▶ [PROBLEM STATEMENT]
For the records below, print every one exactly, with nothing dropped.

+ + + +

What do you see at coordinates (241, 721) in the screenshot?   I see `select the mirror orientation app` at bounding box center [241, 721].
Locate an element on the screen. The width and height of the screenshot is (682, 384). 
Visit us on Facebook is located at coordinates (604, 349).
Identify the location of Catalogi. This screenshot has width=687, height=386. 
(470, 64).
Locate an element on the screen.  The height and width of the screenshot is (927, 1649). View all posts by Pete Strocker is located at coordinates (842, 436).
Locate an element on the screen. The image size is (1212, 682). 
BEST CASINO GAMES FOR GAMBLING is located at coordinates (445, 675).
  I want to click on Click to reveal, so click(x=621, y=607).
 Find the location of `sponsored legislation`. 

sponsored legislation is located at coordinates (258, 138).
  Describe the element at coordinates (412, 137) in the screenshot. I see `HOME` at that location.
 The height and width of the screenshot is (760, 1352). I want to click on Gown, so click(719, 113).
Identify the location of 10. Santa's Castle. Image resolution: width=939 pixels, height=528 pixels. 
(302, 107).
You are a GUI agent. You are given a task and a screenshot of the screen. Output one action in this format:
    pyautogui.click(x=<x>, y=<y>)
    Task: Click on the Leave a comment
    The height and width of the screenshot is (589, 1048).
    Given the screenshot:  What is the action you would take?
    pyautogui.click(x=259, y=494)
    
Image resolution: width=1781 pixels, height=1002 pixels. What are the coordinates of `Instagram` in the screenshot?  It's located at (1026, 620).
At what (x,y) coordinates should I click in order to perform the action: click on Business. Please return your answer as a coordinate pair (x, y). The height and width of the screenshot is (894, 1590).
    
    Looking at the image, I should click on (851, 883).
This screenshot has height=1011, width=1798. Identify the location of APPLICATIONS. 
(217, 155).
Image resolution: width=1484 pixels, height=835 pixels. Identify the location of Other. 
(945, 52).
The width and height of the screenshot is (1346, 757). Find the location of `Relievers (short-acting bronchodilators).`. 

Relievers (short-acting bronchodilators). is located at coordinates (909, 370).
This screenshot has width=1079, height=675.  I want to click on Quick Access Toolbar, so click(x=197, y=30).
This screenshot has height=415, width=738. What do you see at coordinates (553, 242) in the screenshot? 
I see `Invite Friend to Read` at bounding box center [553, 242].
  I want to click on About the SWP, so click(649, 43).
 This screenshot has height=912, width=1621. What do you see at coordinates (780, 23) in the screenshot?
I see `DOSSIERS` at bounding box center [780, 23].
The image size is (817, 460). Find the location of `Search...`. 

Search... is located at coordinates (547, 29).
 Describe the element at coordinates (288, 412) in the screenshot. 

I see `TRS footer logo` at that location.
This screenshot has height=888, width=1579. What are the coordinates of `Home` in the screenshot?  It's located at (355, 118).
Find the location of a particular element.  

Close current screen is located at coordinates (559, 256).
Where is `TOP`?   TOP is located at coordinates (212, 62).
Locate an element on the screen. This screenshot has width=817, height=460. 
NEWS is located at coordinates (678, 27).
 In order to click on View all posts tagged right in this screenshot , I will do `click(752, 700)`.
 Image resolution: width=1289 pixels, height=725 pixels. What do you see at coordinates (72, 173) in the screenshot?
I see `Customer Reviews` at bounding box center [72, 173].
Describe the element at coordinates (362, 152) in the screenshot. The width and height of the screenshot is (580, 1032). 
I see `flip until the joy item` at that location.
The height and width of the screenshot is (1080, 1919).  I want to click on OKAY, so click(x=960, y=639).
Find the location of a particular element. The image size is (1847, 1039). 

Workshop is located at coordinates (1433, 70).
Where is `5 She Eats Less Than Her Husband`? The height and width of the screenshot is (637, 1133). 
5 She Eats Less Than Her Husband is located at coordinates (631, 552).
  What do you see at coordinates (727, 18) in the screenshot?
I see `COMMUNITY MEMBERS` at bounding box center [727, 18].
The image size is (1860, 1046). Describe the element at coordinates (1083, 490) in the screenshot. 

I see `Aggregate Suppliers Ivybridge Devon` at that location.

+ + + +

▶ [RESPONSE AREA]
What do you see at coordinates (241, 721) in the screenshot?   I see `select the mirror orientation app` at bounding box center [241, 721].
Locate an element on the screen. The width and height of the screenshot is (682, 384). 
Visit us on Facebook is located at coordinates (604, 349).
Identify the location of Catalogi. This screenshot has width=687, height=386. 
(470, 64).
Locate an element on the screen.  The height and width of the screenshot is (927, 1649). View all posts by Pete Strocker is located at coordinates (842, 436).
Locate an element on the screen. The image size is (1212, 682). 
BEST CASINO GAMES FOR GAMBLING is located at coordinates (445, 675).
  I want to click on Click to reveal, so click(x=621, y=607).
 Find the location of `sponsored legislation`. 

sponsored legislation is located at coordinates (258, 138).
  Describe the element at coordinates (412, 137) in the screenshot. I see `HOME` at that location.
 The height and width of the screenshot is (760, 1352). I want to click on Gown, so click(719, 113).
Identify the location of 10. Santa's Castle. Image resolution: width=939 pixels, height=528 pixels. 
(302, 107).
You are a GUI agent. You are given a task and a screenshot of the screen. Output one action in this format:
    pyautogui.click(x=<x>, y=<y>)
    Task: Click on the Leave a comment
    The height and width of the screenshot is (589, 1048).
    Given the screenshot:  What is the action you would take?
    pyautogui.click(x=259, y=494)
    
Image resolution: width=1781 pixels, height=1002 pixels. What are the coordinates of `Instagram` in the screenshot?  It's located at (1026, 620).
At what (x,y) coordinates should I click in order to perform the action: click on Business. Please return your answer as a coordinate pair (x, y). The height and width of the screenshot is (894, 1590).
    
    Looking at the image, I should click on (851, 883).
This screenshot has height=1011, width=1798. Identify the location of APPLICATIONS. 
(217, 155).
Image resolution: width=1484 pixels, height=835 pixels. Identify the location of Other. 
(945, 52).
The width and height of the screenshot is (1346, 757). Find the location of `Relievers (short-acting bronchodilators).`. 

Relievers (short-acting bronchodilators). is located at coordinates (909, 370).
This screenshot has width=1079, height=675.  I want to click on Quick Access Toolbar, so click(x=197, y=30).
This screenshot has height=415, width=738. What do you see at coordinates (553, 242) in the screenshot? 
I see `Invite Friend to Read` at bounding box center [553, 242].
  I want to click on About the SWP, so click(649, 43).
 This screenshot has height=912, width=1621. What do you see at coordinates (780, 23) in the screenshot?
I see `DOSSIERS` at bounding box center [780, 23].
The image size is (817, 460). Find the location of `Search...`. 

Search... is located at coordinates (547, 29).
 Describe the element at coordinates (288, 412) in the screenshot. 

I see `TRS footer logo` at that location.
This screenshot has height=888, width=1579. What are the coordinates of `Home` in the screenshot?  It's located at (355, 118).
Find the location of a particular element.  

Close current screen is located at coordinates (559, 256).
Where is `TOP`?   TOP is located at coordinates (212, 62).
Locate an element on the screen. This screenshot has width=817, height=460. 
NEWS is located at coordinates (678, 27).
 In order to click on View all posts tagged right in this screenshot , I will do `click(752, 700)`.
 Image resolution: width=1289 pixels, height=725 pixels. What do you see at coordinates (72, 173) in the screenshot?
I see `Customer Reviews` at bounding box center [72, 173].
Describe the element at coordinates (362, 152) in the screenshot. The width and height of the screenshot is (580, 1032). 
I see `flip until the joy item` at that location.
The height and width of the screenshot is (1080, 1919).  I want to click on OKAY, so click(x=960, y=639).
Find the location of a particular element. The image size is (1847, 1039). 

Workshop is located at coordinates (1433, 70).
Where is `5 She Eats Less Than Her Husband`? The height and width of the screenshot is (637, 1133). 
5 She Eats Less Than Her Husband is located at coordinates (631, 552).
  What do you see at coordinates (727, 18) in the screenshot?
I see `COMMUNITY MEMBERS` at bounding box center [727, 18].
The image size is (1860, 1046). Describe the element at coordinates (1083, 490) in the screenshot. 

I see `Aggregate Suppliers Ivybridge Devon` at that location.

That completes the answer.